Knowing more of the facts about what happened clarify how the Mayor managed to motivate official complaints from Council members Brandon Montoya, Eric Moore, Steve Sishka and Clark Tenney, which the reports also detail, showing this brouhaha is a lot more than a he-said-she-said squabble.

Had the Mayor shared the conclusions of these reports publicly after Council reviewed them in the December 20 executive session, accepted responsibility and promised to improve, I think there’s a good chance that Gregory would still be working for us and much of the damage could have been rectified. Instead she resigned after doing her job in the public session that afternoon.

It seems clear that the major result of the Mayor’s ‘management style’ has been deteriorating employee morale and related losses of skilled employees who are hard to replace. I expect word is getting around about this in the small pool of professionals we will have to tap to replace Gregory. For taxpayers these factors amount to significant dollar losses and erosion of the effectiveness of City services that will take more money, more time, and I expect a new mayor to repair. Goode can moderate his behavior, but realistically he will not be able to rebuild trust at the hall.

We didn’t ask for this, but we have it, and we have a responsibility to our readers to address it. 

Mayor Goode, you’ve been careless with matches and now the house is on fire. If you care about this city, it’s objectively time to step down and let someone else rebuild. I hope the next person takes a lesson from your example. 

Given the unaddressed odor of petty corruption around our previous mayor, I also hope the residents of Prescott raise our expectations from whomever steps up to take on the job, and consider how our attention to surface over quality and character has contributed to the situation.

And to whomever decided the leak should include 5enses: hey, thanks for thinking of us!

Sidebar

Anatomy of a Local Recall: What’s Involved

Only one recall election in recent memory in Arizona has succeeded, that of Arizona Senate President Russell Pearce, who introduced and advanced SB1070, a hardline immigration law that ultimately resulted in official discrimination against Latino Americans across the state. The US Supreme Court later struck down three parts of the law. Now a recall effort is going forward targeting Mayor Phil Goode.
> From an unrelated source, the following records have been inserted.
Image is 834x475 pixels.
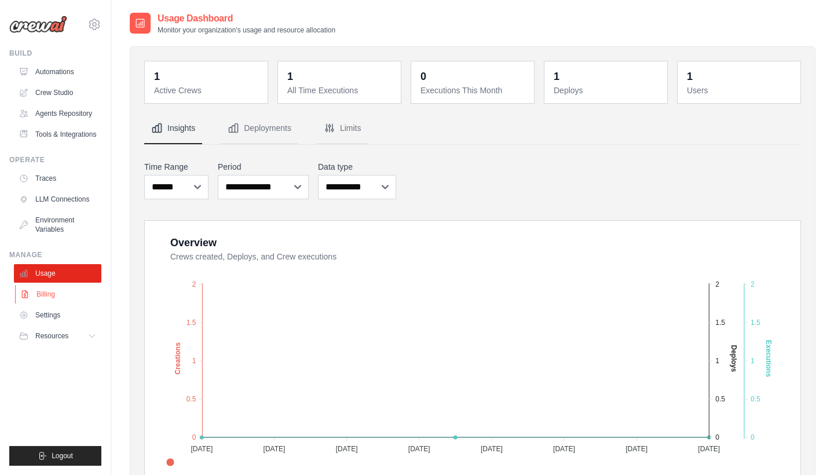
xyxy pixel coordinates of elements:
[144,113,801,144] nav: Tabs
[553,445,575,453] tspan: [DATE]
[14,169,101,188] a: Traces
[715,395,725,403] tspan: 0.5
[750,357,754,365] tspan: 1
[9,250,101,259] div: Manage
[764,340,772,377] text: Executions
[144,161,208,173] label: Time Range
[263,445,285,453] tspan: [DATE]
[9,16,67,33] img: Logo
[750,280,754,288] tspan: 2
[750,318,760,326] tspan: 1.5
[687,85,793,96] dt: Users
[35,331,68,340] span: Resources
[52,451,73,460] span: Logout
[174,342,182,375] text: Creations
[9,446,101,465] button: Logout
[190,445,212,453] tspan: [DATE]
[14,306,101,324] a: Settings
[14,211,101,239] a: Environment Variables
[318,161,396,173] label: Data type
[218,161,309,173] label: Period
[14,190,101,208] a: LLM Connections
[715,357,719,365] tspan: 1
[170,234,217,251] div: Overview
[750,433,754,441] tspan: 0
[15,285,102,303] a: Billing
[715,318,725,326] tspan: 1.5
[192,280,196,288] tspan: 2
[14,83,101,102] a: Crew Studio
[687,68,692,85] div: 1
[14,63,101,81] a: Automations
[154,85,260,96] dt: Active Crews
[287,85,394,96] dt: All Time Executions
[14,125,101,144] a: Tools & Integrations
[157,25,335,35] p: Monitor your organization's usage and resource allocation
[186,395,196,403] tspan: 0.5
[154,68,160,85] div: 1
[480,445,502,453] tspan: [DATE]
[698,445,720,453] tspan: [DATE]
[192,433,196,441] tspan: 0
[420,68,426,85] div: 0
[336,445,358,453] tspan: [DATE]
[715,433,719,441] tspan: 0
[715,280,719,288] tspan: 2
[186,318,196,326] tspan: 1.5
[14,104,101,123] a: Agents Repository
[221,113,298,144] button: Deployments
[420,85,527,96] dt: Executions This Month
[14,326,101,345] button: Resources
[287,68,293,85] div: 1
[317,113,368,144] button: Limits
[9,155,101,164] div: Operate
[144,113,202,144] button: Insights
[170,251,786,262] dt: Crews created, Deploys, and Crew executions
[553,68,559,85] div: 1
[729,345,738,372] text: Deploys
[14,264,101,282] a: Usage
[9,49,101,58] div: Build
[625,445,647,453] tspan: [DATE]
[553,85,660,96] dt: Deploys
[157,12,335,25] h2: Usage Dashboard
[408,445,430,453] tspan: [DATE]
[192,357,196,365] tspan: 1
[750,395,760,403] tspan: 0.5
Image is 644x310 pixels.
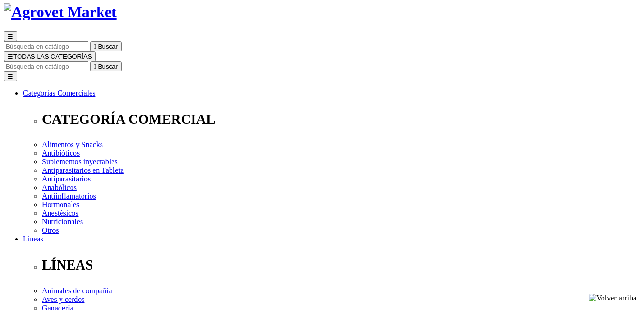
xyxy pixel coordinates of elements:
button: ☰TODAS LAS CATEGORÍAS [4,51,96,61]
a: Anabólicos [42,184,77,192]
p: LÍNEAS [42,257,640,273]
button:  Buscar [90,61,122,71]
a: Categorías Comerciales [23,89,95,97]
button:  Buscar [90,41,122,51]
button: ☰ [4,71,17,81]
input: Buscar [4,41,88,51]
a: Animales de compañía [42,287,112,295]
img: Volver arriba [589,294,637,303]
a: Aves y cerdos [42,295,84,303]
a: Líneas [23,235,43,243]
input: Buscar [4,61,88,71]
a: Antibióticos [42,149,79,157]
span: Buscar [98,43,118,50]
a: Alimentos y Snacks [42,141,103,149]
p: CATEGORÍA COMERCIAL [42,112,640,127]
button: ☰ [4,31,17,41]
a: Antiinflamatorios [42,192,96,200]
a: Otros [42,226,59,234]
a: Antiparasitarios [42,175,91,183]
a: Nutricionales [42,217,83,226]
i:  [94,43,96,50]
img: Agrovet Market [4,3,117,21]
a: Antiparasitarios en Tableta [42,166,124,174]
span: ☰ [7,53,13,60]
a: Suplementos inyectables [42,158,118,166]
a: Anestésicos [42,209,78,217]
span: ☰ [7,33,13,40]
i:  [94,63,96,70]
span: Buscar [98,63,118,70]
a: Hormonales [42,200,79,208]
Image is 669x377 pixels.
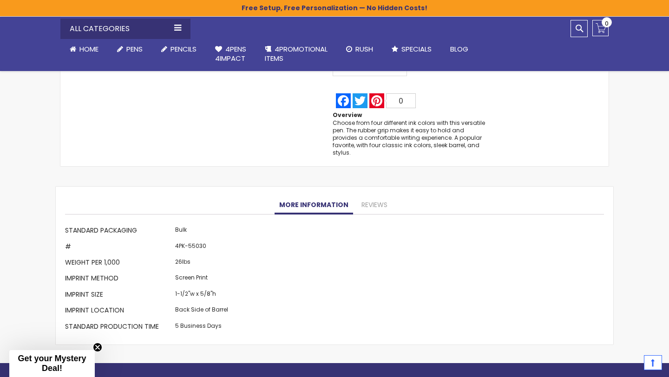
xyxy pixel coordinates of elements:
td: 5 Business Days [173,320,231,336]
a: Twitter [352,93,369,108]
a: Pencils [152,39,206,59]
td: Back Side of Barrel [173,304,231,320]
td: Screen Print [173,272,231,288]
td: 4PK-55030 [173,240,231,256]
a: Reviews [357,196,392,215]
a: Specials [383,39,441,59]
span: 0 [605,19,609,28]
span: Pens [126,44,143,54]
span: 0 [399,97,403,105]
th: Standard Packaging [65,224,173,240]
a: More Information [275,196,353,215]
span: Rush [356,44,373,54]
th: # [65,240,173,256]
a: 4Pens4impact [206,39,256,69]
a: 0 [593,20,609,36]
th: Imprint Size [65,288,173,304]
a: Pinterest0 [369,93,417,108]
a: Blog [441,39,478,59]
a: Rush [337,39,383,59]
a: Facebook [335,93,352,108]
div: Get your Mystery Deal!Close teaser [9,350,95,377]
span: 4PROMOTIONAL ITEMS [265,44,328,63]
td: 1-1/2"w x 5/8"h [173,288,231,304]
span: Specials [402,44,432,54]
th: Imprint Method [65,272,173,288]
a: Pens [108,39,152,59]
th: Standard Production Time [65,320,173,336]
a: Home [60,39,108,59]
th: Imprint Location [65,304,173,320]
span: Home [79,44,99,54]
td: 26lbs [173,256,231,272]
td: Bulk [173,224,231,240]
div: All Categories [60,19,191,39]
a: 4PROMOTIONALITEMS [256,39,337,69]
strong: Overview [333,111,362,119]
div: Choose from four different ink colors with this versatile pen. The rubber grip makes it easy to h... [333,119,487,157]
span: Blog [450,44,469,54]
span: 4Pens 4impact [215,44,246,63]
span: Pencils [171,44,197,54]
a: Top [644,356,662,370]
button: Close teaser [93,343,102,352]
th: Weight per 1,000 [65,256,173,272]
span: Get your Mystery Deal! [18,354,86,373]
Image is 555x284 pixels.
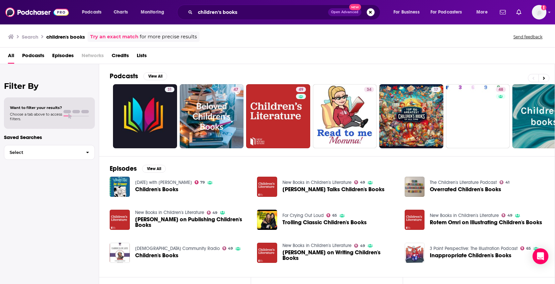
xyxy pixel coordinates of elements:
[532,5,546,19] span: Logged in as KTMSseat4
[5,6,69,19] img: Podchaser - Follow, Share and Rate Podcasts
[405,210,425,230] img: Rotem Omri on Illustrating Children's Books
[430,180,497,185] a: The Children's Literature Podcast
[46,34,85,40] h3: children's books
[135,210,204,215] a: New Books in Children's Literature
[142,165,166,173] button: View All
[405,243,425,263] img: Inappropriate Children's Books
[326,213,337,217] a: 65
[360,244,365,247] span: 49
[234,87,238,93] span: 47
[110,243,130,263] img: Children's Books
[222,246,233,250] a: 49
[141,8,164,17] span: Monitoring
[110,165,166,173] a: EpisodesView All
[136,7,173,18] button: open menu
[496,87,506,92] a: 48
[113,84,177,148] a: 31
[282,250,397,261] a: Julie Hedlund on Writing Children's Books
[426,7,472,18] button: open menu
[195,7,328,18] input: Search podcasts, credits, & more...
[296,87,306,92] a: 49
[22,50,44,64] span: Podcasts
[389,7,428,18] button: open menu
[110,72,138,80] h2: Podcasts
[282,213,324,218] a: For Crying Out Loud
[110,72,167,80] a: PodcastsView All
[431,8,462,17] span: For Podcasters
[109,7,132,18] a: Charts
[135,253,178,258] a: Children's Books
[10,105,62,110] span: Want to filter your results?
[82,8,101,17] span: Podcasts
[533,248,548,264] div: Open Intercom Messenger
[472,7,496,18] button: open menu
[22,34,38,40] h3: Search
[257,243,277,263] img: Julie Hedlund on Writing Children's Books
[200,181,205,184] span: 79
[246,84,310,148] a: 49
[532,5,546,19] img: User Profile
[140,33,197,41] span: for more precise results
[506,181,509,184] span: 41
[8,50,14,64] span: All
[282,220,367,225] a: Trolling Classic Children's Books
[168,87,172,93] span: 31
[165,87,174,92] a: 31
[354,180,365,184] a: 49
[511,34,544,40] button: Send feedback
[541,5,546,10] svg: Add a profile image
[282,243,352,248] a: New Books in Children's Literature
[367,87,371,93] span: 34
[299,87,303,93] span: 49
[430,220,542,225] a: Rotem Omri on Illustrating Children's Books
[195,180,205,184] a: 79
[110,165,137,173] h2: Episodes
[520,246,531,250] a: 65
[257,210,277,230] img: Trolling Classic Children's Books
[112,50,129,64] span: Credits
[135,217,249,228] span: [PERSON_NAME] on Publishing Children's Books
[500,180,509,184] a: 41
[476,8,488,17] span: More
[257,177,277,197] a: David Miles Talks Children's Books
[430,253,511,258] a: Inappropriate Children's Books
[52,50,74,64] a: Episodes
[514,7,524,18] a: Show notifications dropdown
[364,87,374,92] a: 34
[502,213,512,217] a: 49
[90,33,138,41] a: Try an exact match
[507,214,512,217] span: 49
[4,150,81,155] span: Select
[405,177,425,197] img: Overrated Children's Books
[180,84,244,148] a: 47
[526,247,531,250] span: 65
[446,84,510,148] a: 48
[137,50,147,64] a: Lists
[430,187,501,192] a: Overrated Children's Books
[110,210,130,230] a: Sam Arthur on Publishing Children's Books
[4,81,95,91] h2: Filter By
[110,177,130,197] img: Children's Books
[4,145,95,160] button: Select
[77,7,110,18] button: open menu
[135,187,178,192] a: Children's Books
[282,250,397,261] span: [PERSON_NAME] on Writing Children's Books
[212,211,217,214] span: 49
[135,180,192,185] a: Today with Claire Byrne
[313,84,377,148] a: 34
[354,244,365,248] a: 49
[183,5,387,20] div: Search podcasts, credits, & more...
[282,187,385,192] a: David Miles Talks Children's Books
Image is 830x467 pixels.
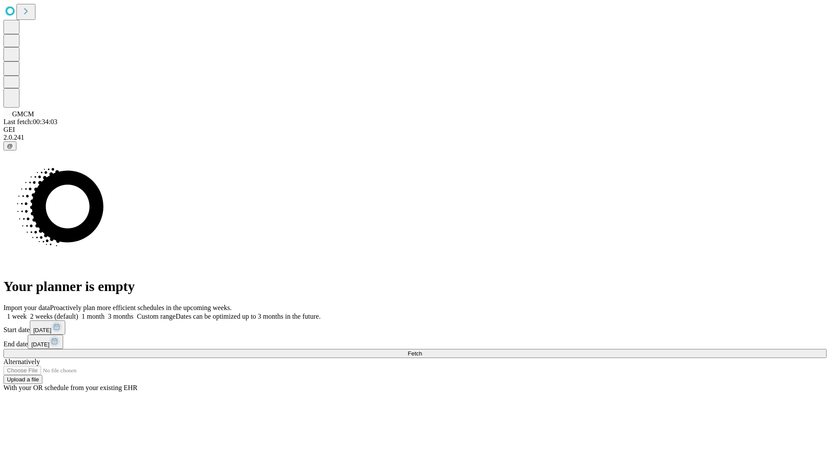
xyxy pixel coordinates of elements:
[408,350,422,357] span: Fetch
[3,126,827,134] div: GEI
[3,349,827,358] button: Fetch
[3,304,50,311] span: Import your data
[30,320,65,335] button: [DATE]
[3,141,16,151] button: @
[7,143,13,149] span: @
[3,335,827,349] div: End date
[108,313,134,320] span: 3 months
[3,384,138,391] span: With your OR schedule from your existing EHR
[31,341,49,348] span: [DATE]
[3,358,40,365] span: Alternatively
[3,134,827,141] div: 2.0.241
[28,335,63,349] button: [DATE]
[3,320,827,335] div: Start date
[176,313,320,320] span: Dates can be optimized up to 3 months in the future.
[7,313,27,320] span: 1 week
[50,304,232,311] span: Proactively plan more efficient schedules in the upcoming weeks.
[12,110,34,118] span: GMCM
[137,313,176,320] span: Custom range
[3,375,42,384] button: Upload a file
[82,313,105,320] span: 1 month
[33,327,51,333] span: [DATE]
[30,313,78,320] span: 2 weeks (default)
[3,279,827,295] h1: Your planner is empty
[3,118,58,125] span: Last fetch: 00:34:03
According to the City of Prescott website, on November 27, 2023 a group filed a petition to recall Goode, remove and replace him before the end of his second two-year term, which began in January. The recall committee is led by Stan Goligoski, board president of the Prescott Unified School District. The group charges that Goode has breached the City Charter, promoted a lack of transparency, created a hostile work environment, and created divisive Council relationships.

An independent investigation of Goode’s actions found that he had not breached the City Charter. The city attorney denied in a letter posted on Goode’s website that there had ever been any sexual-harassment claim. Other claims were investigated and no further action has been taken.

The recall process involves a citizen’s initiative to force an election on the recall question. The recall group has 120 days from the date of acceptance of its application to collect 3,200 signatures — 25% of the 11,328 votes for Goode in his last election. That deadline is March 25.

The city clerk will certify the signatures and send them to the county recorder, who then has 60 days to verify and review them. Once they are returned to the clerk, the mayor would have five days to decide whether to resign. If he does, a majority of the Council would appoint his replacement. If not, the City will announce a recall election date within 15 days.

Mayor Goode’s name would appear on the ballot along with that of Stan Goligoski, who would be nominated through the recall petition, and any other candidate nominated on a petition by at least 2% of all votes cast in the last election, or 226 signatures.